Cover of Code by Charles Petzold - Business and Economics Book

From "Code"

Author: Charles Petzold
Publisher: Microsoft Press
Year: 2000
Category: Computers

🎧 Free Preview Complete

You've listened to your free 10-minute preview.
Sign up free to continue listening to the full summary.

🎧 Listen to Summary

Free 10-min Preview
0:00
Speed:
10:00 free remaining
Chapter 19: Two Classic Microprocessors
Key Insight 4 from this chapter

Microprocessor Ecosystem, Evolution, and Interoperability

Key Insight

Microprocessors communicate with peripherals (non-memory devices like keyboards or displays) via I/O ports. In the 8080, 256 addresses are specifically reserved as I/O ports, distinct from memory addresses, and are accessed using IN (read into accumulator) and OUT (write from accumulator) instructions. Peripherals can also interrupt the microprocessor using a signal to the INT input. Interrupts are enabled by the EI instruction and disabled by DI. When an interrupt occurs, the peripheral typically provides a Restart (RST) instruction to the 8080, which saves the current Program Counter on the stack and jumps to a predefined low memory address (e.g., RST 0 jumps to 0000h, RST 4 to 0020h), where a specific interrupt service routine resides.

The Intel 8080 and Motorola 6800, developed concurrently by different teams, exhibited fundamental design incompatibilities. The 6800, unlike the 8080, lacked I/O ports, requiring all input/output devices to be memory-mapped. Its register set included a 16-bit Program Counter, a 16-bit Stack Pointer, an 8-bit Status Register, two equal 8-bit accumulators (A and B), and a 16-bit index register for addressing, but no general-purpose 8-bit registers like the 8080's B, C, D, E, H, L. The instruction sets, opcodes, and mnemonics were entirely different. A crucial distinction lay in how they handled multibyte values in memory: the 8080 used 'little-endian' storage (least-significant byte first), while the 6800 used 'big-endian' (most-significant byte first). This 'endianness' difference created an interoperability challenge for data sharing between systems.

The 8080's legacy includes powering the Altair 8800, considered the first home computer, and evolving into the Zilog Z-80 (used in the Radio Shack TRS-80 Model 1) and Intel's x86 family (8086, 8088 in the IBM PC, 186, 286, 386, 486, Pentium line). Intel's x86 family maintained backward compatibility from the 8086 onwards, expanding instruction sets while supporting older opcodes. The 6800's lineage led to the MOS Technology 6502 (used in the Apple II) and the Motorola 68000 series (used in the Apple Macintosh), which later transitioned to the RISC-based PowerPC microprocessors (developed by Motorola, IBM, Apple). Modern processors, adhering to Moore's Law, use increased transistor counts for wider data paths (e.g., 32-bit), new instruction types (e.g., floating-point, graphics), and performance-enhancing features like pipelining (anticipating instruction execution) and on-chip caches (storing frequently accessed instructions to minimize repetitive memory reloads).

📚 Continue Your Learning Journey — No Payment Required

Access the complete Code summary with audio narration, key takeaways, and actionable insights from Charles Petzold.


WHAT TO PRODUCE | Every record below must be retyped exactly, with the pictures left out.

MATERIAL FOR THIS EXERCISE |

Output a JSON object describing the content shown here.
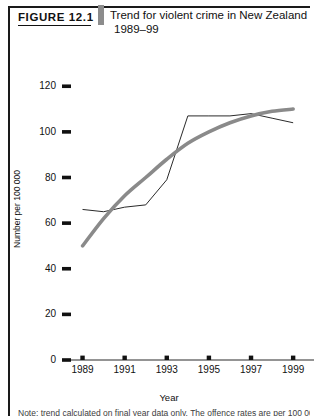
{
  "figure": {
    "label": "FIGURE 12.1",
    "title_line1": "Trend for violent crime in New Zealand",
    "title_line2": "1989–99"
  },
  "footer": {
    "clipped_caption": "Note: trend calculated on final year data only. The offence rates are per 100 000 population."
  },
  "chart_data": {
    "type": "line",
    "title": "Trend for violent crime in New Zealand 1989–99",
    "xlabel": "Year",
    "ylabel": "Number per 100 000",
    "xlim": [
      1988.5,
      1999.8
    ],
    "ylim": [
      0,
      128
    ],
    "grid": false,
    "legend": "none",
    "yticks": [
      0,
      20,
      40,
      60,
      80,
      100,
      120
    ],
    "ytick_labels": [
      "0",
      "20",
      "40",
      "60",
      "80",
      "100",
      "120"
    ],
    "xticks": [
      1989,
      1991,
      1993,
      1995,
      1997,
      1999
    ],
    "xtick_labels": [
      "1989",
      "1991",
      "1993",
      "1995",
      "1997",
      "1999"
    ],
    "x": [
      1989,
      1990,
      1991,
      1992,
      1993,
      1994,
      1995,
      1996,
      1997,
      1998,
      1999
    ],
    "series": [
      {
        "name": "Violent crime rate",
        "style": "thin-black-line",
        "color": "#2a2a2a",
        "values": [
          66,
          65,
          67,
          68,
          79,
          107,
          107,
          107,
          108,
          106,
          104
        ]
      },
      {
        "name": "Trend line",
        "style": "thick-grey-smooth-curve",
        "color": "#8a8a8a",
        "values": [
          50,
          62,
          72,
          80,
          88,
          95,
          100,
          104,
          107,
          109,
          110
        ]
      }
    ]
  }
}
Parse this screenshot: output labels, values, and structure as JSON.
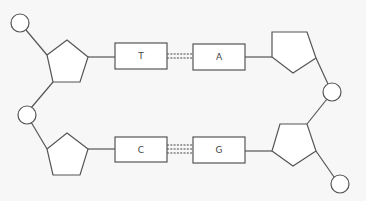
{
  "diagram": {
    "colors": {
      "background": "#f7f7f7",
      "stroke": "#555555",
      "fill": "#ffffff",
      "text": "#444444"
    },
    "top_pair": {
      "left_base": "T",
      "right_base": "A",
      "bond_count": 2
    },
    "bottom_pair": {
      "left_base": "C",
      "right_base": "G",
      "bond_count": 3
    },
    "components": {
      "phosphate_shape": "circle",
      "sugar_shape": "pentagon",
      "base_shape": "rectangle",
      "hydrogen_bond_style": "dashed lines"
    }
  }
}
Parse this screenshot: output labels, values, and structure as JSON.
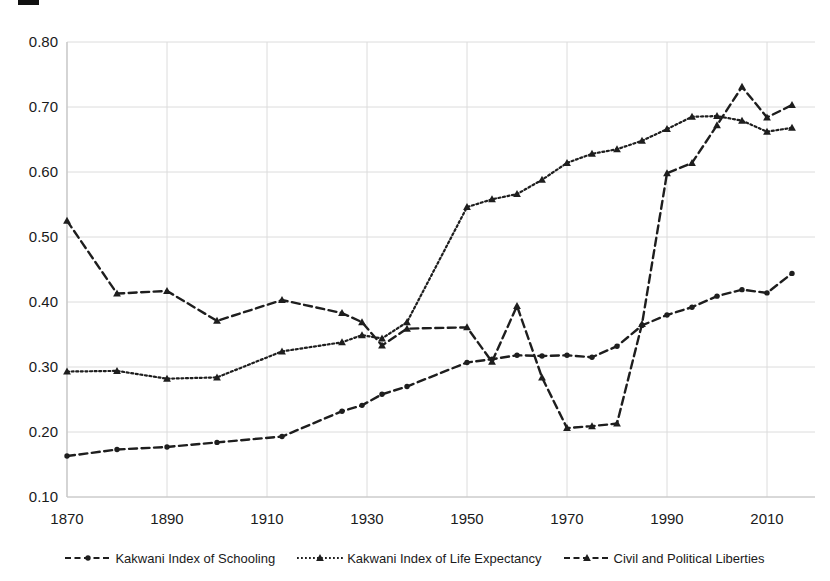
{
  "figure": {
    "background": "#ffffff",
    "ink": "#1e1e1e",
    "grid_color": "#dcdcdc",
    "axis_color": "#c4c4c4",
    "text_color": "#1a1a1a"
  },
  "chart_data": {
    "type": "line",
    "title": "",
    "xlabel": "",
    "ylabel": "",
    "grid": true,
    "legend_position": "bottom",
    "xlim": [
      1870,
      2019
    ],
    "ylim": [
      0.1,
      0.8
    ],
    "x_ticks": [
      "1870",
      "1890",
      "1910",
      "1930",
      "1950",
      "1970",
      "1990",
      "2010"
    ],
    "y_ticks": [
      "0.80",
      "0.70",
      "0.60",
      "0.50",
      "0.40",
      "0.30",
      "0.20",
      "0.10"
    ],
    "x": [
      1870,
      1880,
      1890,
      1900,
      1913,
      1925,
      1929,
      1933,
      1938,
      1950,
      1955,
      1960,
      1965,
      1970,
      1975,
      1980,
      1985,
      1990,
      1995,
      2000,
      2005,
      2010,
      2015
    ],
    "series": [
      {
        "name": "Kakwani Index of Schooling",
        "line_style": "dashed",
        "marker": "circle",
        "values": [
          0.163,
          0.173,
          0.177,
          0.184,
          0.193,
          0.232,
          0.241,
          0.258,
          0.27,
          0.307,
          0.312,
          0.318,
          0.317,
          0.318,
          0.315,
          0.332,
          0.364,
          0.38,
          0.392,
          0.409,
          0.419,
          0.414,
          0.444
        ]
      },
      {
        "name": "Kakwani Index of Life Expectancy",
        "line_style": "dotted",
        "marker": "triangle",
        "values": [
          0.293,
          0.294,
          0.282,
          0.284,
          0.324,
          0.338,
          0.349,
          0.344,
          0.369,
          0.546,
          0.558,
          0.566,
          0.588,
          0.614,
          0.628,
          0.635,
          0.648,
          0.666,
          0.685,
          0.686,
          0.679,
          0.662,
          0.668
        ]
      },
      {
        "name": "Civil and Political Liberties",
        "line_style": "dashed",
        "marker": "triangle",
        "values": [
          0.525,
          0.413,
          0.417,
          0.371,
          0.403,
          0.383,
          0.369,
          0.333,
          0.359,
          0.361,
          0.308,
          0.394,
          0.284,
          0.206,
          0.209,
          0.213,
          0.366,
          0.598,
          0.614,
          0.672,
          0.731,
          0.684,
          0.703
        ]
      }
    ]
  },
  "legend": {
    "items": [
      {
        "label": "Kakwani Index of Schooling"
      },
      {
        "label": "Kakwani Index of Life Expectancy"
      },
      {
        "label": "Civil and Political Liberties"
      }
    ]
  }
}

ANSWER BOX |
Output a JSON object describing the content shown here.
{
  "figure": {
    "label": "FIGURE 12.1",
    "title_line1": "Trend for violent crime in New Zealand",
    "title_line2": "1989–99"
  },
  "footer": {
    "clipped_caption": "Note: trend calculated on final year data only. The offence rates are per 100 000 population."
  },
  "chart_data": {
    "type": "line",
    "title": "Trend for violent crime in New Zealand 1989–99",
    "xlabel": "Year",
    "ylabel": "Number per 100 000",
    "xlim": [
      1988.5,
      1999.8
    ],
    "ylim": [
      0,
      128
    ],
    "grid": false,
    "legend": "none",
    "yticks": [
      0,
      20,
      40,
      60,
      80,
      100,
      120
    ],
    "ytick_labels": [
      "0",
      "20",
      "40",
      "60",
      "80",
      "100",
      "120"
    ],
    "xticks": [
      1989,
      1991,
      1993,
      1995,
      1997,
      1999
    ],
    "xtick_labels": [
      "1989",
      "1991",
      "1993",
      "1995",
      "1997",
      "1999"
    ],
    "x": [
      1989,
      1990,
      1991,
      1992,
      1993,
      1994,
      1995,
      1996,
      1997,
      1998,
      1999
    ],
    "series": [
      {
        "name": "Violent crime rate",
        "style": "thin-black-line",
        "color": "#2a2a2a",
        "values": [
          66,
          65,
          67,
          68,
          79,
          107,
          107,
          107,
          108,
          106,
          104
        ]
      },
      {
        "name": "Trend line",
        "style": "thick-grey-smooth-curve",
        "color": "#8a8a8a",
        "values": [
          50,
          62,
          72,
          80,
          88,
          95,
          100,
          104,
          107,
          109,
          110
        ]
      }
    ]
  }
}
Parse this screenshot: output labels, values, and structure as JSON.
{
  "diagram": {
    "colors": {
      "background": "#f7f7f7",
      "stroke": "#555555",
      "fill": "#ffffff",
      "text": "#444444"
    },
    "top_pair": {
      "left_base": "T",
      "right_base": "A",
      "bond_count": 2
    },
    "bottom_pair": {
      "left_base": "C",
      "right_base": "G",
      "bond_count": 3
    },
    "components": {
      "phosphate_shape": "circle",
      "sugar_shape": "pentagon",
      "base_shape": "rectangle",
      "hydrogen_bond_style": "dashed lines"
    }
  }
}
Parse this screenshot: output labels, values, and structure as JSON.
{
  "figure": {
    "background": "#ffffff",
    "ink": "#1e1e1e",
    "grid_color": "#dcdcdc",
    "axis_color": "#c4c4c4",
    "text_color": "#1a1a1a"
  },
  "chart_data": {
    "type": "line",
    "title": "",
    "xlabel": "",
    "ylabel": "",
    "grid": true,
    "legend_position": "bottom",
    "xlim": [
      1870,
      2019
    ],
    "ylim": [
      0.1,
      0.8
    ],
    "x_ticks": [
      "1870",
      "1890",
      "1910",
      "1930",
      "1950",
      "1970",
      "1990",
      "2010"
    ],
    "y_ticks": [
      "0.80",
      "0.70",
      "0.60",
      "0.50",
      "0.40",
      "0.30",
      "0.20",
      "0.10"
    ],
    "x": [
      1870,
      1880,
      1890,
      1900,
      1913,
      1925,
      1929,
      1933,
      1938,
      1950,
      1955,
      1960,
      1965,
      1970,
      1975,
      1980,
      1985,
      1990,
      1995,
      2000,
      2005,
      2010,
      2015
    ],
    "series": [
      {
        "name": "Kakwani Index of Schooling",
        "line_style": "dashed",
        "marker": "circle",
        "values": [
          0.163,
          0.173,
          0.177,
          0.184,
          0.193,
          0.232,
          0.241,
          0.258,
          0.27,
          0.307,
          0.312,
          0.318,
          0.317,
          0.318,
          0.315,
          0.332,
          0.364,
          0.38,
          0.392,
          0.409,
          0.419,
          0.414,
          0.444
        ]
      },
      {
        "name": "Kakwani Index of Life Expectancy",
        "line_style": "dotted",
        "marker": "triangle",
        "values": [
          0.293,
          0.294,
          0.282,
          0.284,
          0.324,
          0.338,
          0.349,
          0.344,
          0.369,
          0.546,
          0.558,
          0.566,
          0.588,
          0.614,
          0.628,
          0.635,
          0.648,
          0.666,
          0.685,
          0.686,
          0.679,
          0.662,
          0.668
        ]
      },
      {
        "name": "Civil and Political Liberties",
        "line_style": "dashed",
        "marker": "triangle",
        "values": [
          0.525,
          0.413,
          0.417,
          0.371,
          0.403,
          0.383,
          0.369,
          0.333,
          0.359,
          0.361,
          0.308,
          0.394,
          0.284,
          0.206,
          0.209,
          0.213,
          0.366,
          0.598,
          0.614,
          0.672,
          0.731,
          0.684,
          0.703
        ]
      }
    ]
  },
  "legend": {
    "items": [
      {
        "label": "Kakwani Index of Schooling"
      },
      {
        "label": "Kakwani Index of Life Expectancy"
      },
      {
        "label": "Civil and Political Liberties"
      }
    ]
  }
}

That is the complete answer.